Tiffy, mouth full of pudding: She made curtains for a bit. But the upfront costs were massive, so that turned into making doilies. And then it was aromatherapy.
Me: Is that why we have so many scented candles?
Tiffy smiles.
Tiffy: Yeah – the ones in the bathroom are all carefully chosen with scents that help you relax.
Me: They have the opposite effect on me. Have to move them every time I want to shower.
Tiffy gives me a cheeky look over her spoon.
Tiffy: Some people are beyond aromatherapeutic help. You know, my mum chose my perfume too. It ‘reflects and enhances my personality’, apparently.
I think of that first day when I walked into the flat and smelled her perfume – cut flowers and spice markets – and how odd it felt, having someone else’s scent in my flat. It’s never strange now. Would be odd to come home to anything else.
Me: What’s that then?
Tiffy, promptly: Top note rose, then musk, then clove. Which means, according to my mum . . .
Crinkles her nose a little in thought.
Tiffy: ‘Hope, fire, strength.’
Looks amused.
Tiffy: That’s me, apparently.
Me: Sounds about right.
She rolls her eyes at that, having none of it.
Tiffy: ‘Skint, mouthy, stubborn’ would be better – probably what she meant anyway.
Me, definitely tipsy now: What would I be, then?
Tiffy tilts her head. She looks right at me again, with an intensity that makes me half want to look away, half want to lean across the table and kiss her over the candle teapot.

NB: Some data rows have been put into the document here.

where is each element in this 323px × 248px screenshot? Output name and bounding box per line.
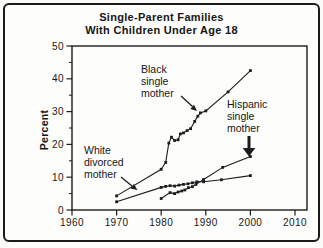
data-point-black-single-mother (186, 129, 189, 132)
data-point-white-divorced-mother (164, 185, 167, 188)
data-point-white-divorced-mother (249, 174, 252, 177)
chart-screenshot: Single-Parent Families With Children Und… (0, 0, 323, 248)
annotation-line: divorced (84, 156, 124, 168)
x-axis-tick-label: 1960 (60, 217, 84, 228)
data-point-black-single-mother (182, 132, 185, 135)
data-point-hispanic-single-mother (202, 178, 205, 181)
data-point-black-single-mother (177, 138, 180, 141)
data-point-black-single-mother (179, 133, 182, 136)
data-point-white-divorced-mother (220, 178, 223, 181)
data-point-black-single-mother (189, 127, 192, 130)
annotation-black-single-mother: Black single mother (141, 63, 174, 99)
black-single-mother-arrow (181, 96, 197, 111)
annotation-line: single (141, 75, 174, 87)
hispanic-single-mother-arrow (243, 136, 256, 157)
data-point-white-divorced-mother (191, 181, 194, 184)
annotation-line: mother (84, 168, 124, 180)
data-point-black-single-mother (164, 161, 167, 164)
data-point-black-single-mother (167, 142, 170, 145)
data-point-black-single-mother (115, 195, 118, 198)
annotation-line: Black (141, 63, 174, 75)
data-point-black-single-mother (204, 110, 207, 113)
annotation-line: Hispanic (227, 98, 267, 110)
data-point-hispanic-single-mother (249, 155, 252, 158)
y-axis-tick-label: 50 (52, 41, 64, 52)
data-point-black-single-mother (227, 91, 230, 94)
x-axis-tick-label: 2000 (238, 217, 262, 228)
data-point-white-divorced-mother (187, 182, 190, 185)
chart-plot: 19601970198019902000201001020304050 (0, 0, 323, 248)
x-axis-tick-label: 1980 (149, 217, 173, 228)
data-point-black-single-mother (193, 120, 196, 123)
data-point-hispanic-single-mother (160, 197, 163, 200)
y-axis-tick-label: 40 (52, 73, 64, 84)
x-axis-tick-label: 1990 (194, 217, 218, 228)
data-point-black-single-mother (199, 112, 202, 115)
data-point-hispanic-single-mother (183, 189, 186, 192)
y-axis-tick-label: 20 (52, 139, 64, 150)
annotation-line: White (84, 144, 124, 156)
annotation-line: mother (227, 122, 267, 134)
data-point-hispanic-single-mother (169, 191, 172, 194)
data-point-hispanic-single-mother (221, 166, 224, 169)
data-point-black-single-mother (249, 69, 252, 72)
annotation-line: mother (141, 87, 174, 99)
data-point-white-divorced-mother (173, 185, 176, 188)
data-point-white-divorced-mother (115, 200, 118, 203)
data-point-white-divorced-mother (178, 184, 181, 187)
annotation-white-divorced-mother: White divorced mother (84, 144, 124, 180)
data-point-hispanic-single-mother (195, 183, 198, 186)
data-point-white-divorced-mother (182, 183, 185, 186)
data-point-hispanic-single-mother (180, 190, 183, 193)
data-point-white-divorced-mother (169, 184, 172, 187)
data-point-black-single-mother (173, 139, 176, 142)
y-axis-tick-label: 10 (52, 172, 64, 183)
data-point-hispanic-single-mother (173, 192, 176, 195)
annotation-line: single (227, 110, 267, 122)
x-axis-tick-label: 2010 (283, 217, 307, 228)
annotation-hispanic-single-mother: Hispanic single mother (227, 98, 267, 134)
data-point-black-single-mother (170, 136, 173, 139)
x-axis-tick-label: 1970 (105, 217, 129, 228)
data-point-black-single-mother (196, 115, 199, 118)
y-axis-tick-label: 30 (52, 106, 64, 117)
data-point-hispanic-single-mother (191, 185, 194, 188)
data-point-black-single-mother (160, 168, 163, 171)
data-point-hispanic-single-mother (187, 186, 190, 189)
y-axis-tick-label: 0 (58, 205, 64, 216)
data-point-hispanic-single-mother (177, 191, 180, 194)
data-point-white-divorced-mother (160, 186, 163, 189)
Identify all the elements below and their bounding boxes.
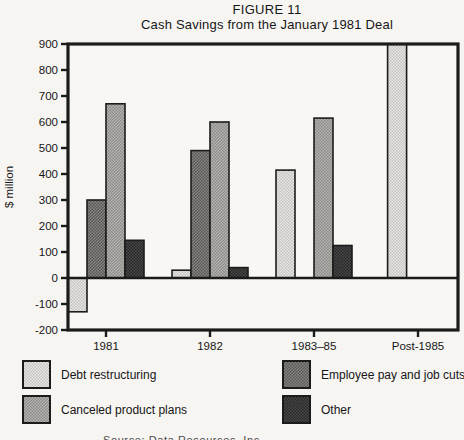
chart-legend: Debt restructuring Employee pay and job … (0, 356, 464, 428)
y-tick-label: 600 (39, 116, 58, 128)
y-tick-label: 0 (52, 272, 58, 284)
bar-canceled-product-plans-1981 (106, 104, 125, 278)
x-tick-label-1982: 1982 (197, 340, 223, 352)
y-tick-label: 100 (39, 246, 58, 258)
bar-employee-pay-and-job-cuts-1982 (191, 151, 210, 278)
legend-item-other: Other (282, 395, 351, 424)
y-tick-label: -100 (35, 298, 58, 310)
legend-item-canceled-product-plans: Canceled product plans (22, 395, 187, 424)
legend-swatch-canceled-product-plans (22, 395, 51, 424)
bar-other-1983-85 (333, 246, 352, 279)
y-tick-label: 700 (39, 90, 58, 102)
source-caption: Source: Data Resources, Inc. (103, 434, 263, 440)
bar-debt-restructuring-1981 (68, 278, 87, 312)
bar-debt-restructuring-1983-85 (276, 170, 295, 278)
legend-label: Canceled product plans (61, 403, 187, 417)
legend-swatch-other (282, 395, 311, 424)
legend-swatch-debt-restructuring (22, 360, 51, 389)
bar-employee-pay-and-job-cuts-1981 (87, 200, 106, 278)
y-tick-label: 800 (39, 64, 58, 76)
figure-page: FIGURE 11 Cash Savings from the January … (0, 0, 464, 440)
bar-chart: 9008007006005004003002001000-100-200$ mi… (0, 0, 464, 360)
bar-canceled-product-plans-1982 (210, 122, 229, 278)
bar-other-1981 (125, 240, 144, 278)
legend-swatch-employee-pay-and-job-cuts (282, 360, 311, 389)
bar-canceled-product-plans-1983-85 (314, 118, 333, 278)
y-tick-label: 200 (39, 220, 58, 232)
y-tick-label: 900 (39, 38, 58, 50)
y-tick-label: -200 (35, 324, 58, 336)
y-tick-label: 400 (39, 168, 58, 180)
x-tick-label-1981: 1981 (93, 340, 119, 352)
legend-item-debt-restructuring: Debt restructuring (22, 360, 156, 389)
legend-label: Other (321, 403, 351, 417)
y-tick-label: 300 (39, 194, 58, 206)
bar-debt-restructuring-post-1985 (388, 44, 407, 278)
x-tick-label-post-1985: Post-1985 (392, 340, 444, 352)
x-tick-label-1983-85: 1983–85 (292, 340, 337, 352)
legend-item-employee-pay-and-job-cuts: Employee pay and job cuts (282, 360, 464, 389)
y-tick-label: 500 (39, 142, 58, 154)
bar-other-1982 (229, 268, 248, 278)
legend-label: Debt restructuring (61, 368, 156, 382)
y-axis-title: $ million (3, 166, 15, 208)
legend-label: Employee pay and job cuts (321, 368, 464, 382)
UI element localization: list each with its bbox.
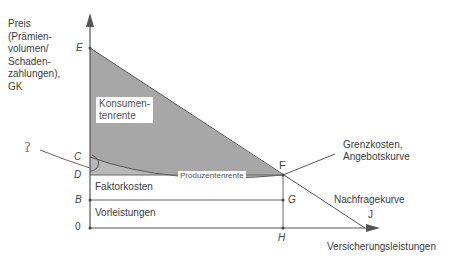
handwritten-pointer bbox=[40, 150, 90, 168]
y-label-line: Preis bbox=[8, 18, 78, 31]
y-label-line: zahlungen), bbox=[8, 68, 78, 81]
point-H-dot bbox=[282, 227, 285, 230]
handwritten-mark: ʔ bbox=[24, 140, 31, 155]
point-J-label: J bbox=[368, 209, 373, 220]
producer-surplus-label: Produzentenrente bbox=[178, 171, 246, 180]
point-E-dot bbox=[89, 47, 92, 50]
point-E-label: E bbox=[76, 42, 83, 53]
consumer-surplus-line: tenrente bbox=[99, 110, 150, 122]
intermediate-inputs-label: Vorleistungen bbox=[95, 207, 156, 219]
x-axis-arrow-icon bbox=[366, 224, 380, 232]
point-C-label: C bbox=[74, 151, 81, 162]
y-axis-arrow-icon bbox=[86, 13, 94, 27]
x-axis-label: Versicherungsleistungen bbox=[327, 241, 436, 253]
supply-label-line: Angebotskurve bbox=[343, 151, 410, 163]
y-label-line: (Prämien- bbox=[8, 31, 78, 44]
y-axis-label: Preis (Prämien- volumen/ Schaden- zahlun… bbox=[8, 18, 78, 93]
y-label-line: volumen/ bbox=[8, 43, 78, 56]
consumer-surplus-line: Konsumen- bbox=[99, 98, 150, 110]
point-G-label: G bbox=[288, 194, 296, 205]
supply-label-line: Grenzkosten, bbox=[343, 139, 410, 151]
point-F-label: F bbox=[279, 159, 286, 171]
point-G-dot bbox=[282, 199, 285, 202]
y-label-line: GK bbox=[8, 81, 78, 94]
point-F-dot bbox=[282, 174, 285, 177]
supply-curve-label: Grenzkosten, Angebotskurve bbox=[343, 139, 410, 163]
point-B-label: B bbox=[75, 194, 82, 205]
point-B-dot bbox=[89, 199, 92, 202]
point-O-dot bbox=[89, 227, 92, 230]
point-H-label: H bbox=[278, 232, 285, 243]
demand-curve-label: Nachfragekurve bbox=[334, 194, 405, 206]
point-D-label: D bbox=[74, 169, 81, 180]
point-origin-label: 0 bbox=[75, 221, 81, 232]
y-label-line: Schaden- bbox=[8, 56, 78, 69]
consumer-surplus-label: Konsumen- tenrente bbox=[96, 97, 153, 123]
factor-costs-label: Faktorkosten bbox=[95, 181, 153, 193]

Tiffy: Well there’s hope in there, definitely. Your brother’s relying on it.
That catches me by surprise. There are so few people who really know about Richie; even fewer who’ll bring him up unprompted. She’s watching me, testing for my reaction, like she’ll pull away if it hurts. I smile. Feels good to talk about him like this. Like it’s normal.
Me: So I get rose smell in my aftershave?
Tiffy makes a face.
Tiffy: There’s probably a whole different set of smells if you’re a man. I am only versed in the art of perfumery for women, I’m afraid.
I want to push her for the other words – want to hear what she thinks of me – but it’s conceited to ask. So we sit in silence instead, candle flame darting back and forth between us in its teapot, and I sip more whisky.
43
Tiffy
I’m not drunk, but I’m not exactly sober, either. People always say swimming in the sea makes you hungry – well, nearly drowning in it makes you a lightweight.
Plus, whisky on the rocks is really very strong.
I can’t stop giggling. Leon is definitely tipsy too; he’s loosened up at the shoulders, and that lopsided smile is almost a permanent fixture now. Plus he’s stopped trying to smooth his hair down, so every so often a new curl breaks free and bobs up to stick out sideways.
He’s telling me about when he was a kid, living in Cork, and the elaborate man-traps he and Richie would come up with to piss off their mum’s boyfriend (which is why I’m giggling).
‘So, hang on, you’d string wire across the hall? Didn’t everyone else trip up too?’
Leon shakes his head. ‘We’d sneak out and set up after Mam had put us to bed. Whizz always stayed late at the pub. It was a real education in swearwords, hearing him trip over.’
I laugh. ‘His name was Whizz?’
‘Mmhmm. Though, I would guess, not by birth.’ His expression sobers. ‘He was one of the worst for Mam, actually. Awful to her, always telling her how stupid she was. And yet she always stuck with him. Always let him back in every time she kicked him out. She was doing this adult learning course when they got together, but he soon had her dropping out.’
I scowl. The man-trap story suddenly isn’t so funny any more. ‘Seriously? What an absolute fucking prick!’
Leon looks a little startled.
‘Did I say the wrong thing?’ I ask.
‘No.’ He smiles. ‘No, just surprising. Again. You’d give Whizz a run for his money in a swearing contest.’
I incline my head. ‘Why, thank you,’ I say. ‘What about your and Richie’s dad? Was he not in the picture?’
Leon is almost as horizontal as I am now – he’s sharing my foot chair, his feet crossed at the ankles – and he’s dangling his whisky glass between his fingers, spinning it back and forth in the candlelight. There’s hardly anyone else left here; the waiting staff are discreetly clearing tables over on the other side of the room.
‘He left when Richie was born, moved to the US. I was two. I don’t remember him, or . . . just the odd shape and sort of . . .’ He waves a hand. ‘The odd feeling. Mam almost never talks about him – all I know is he was a plumber from Dublin.’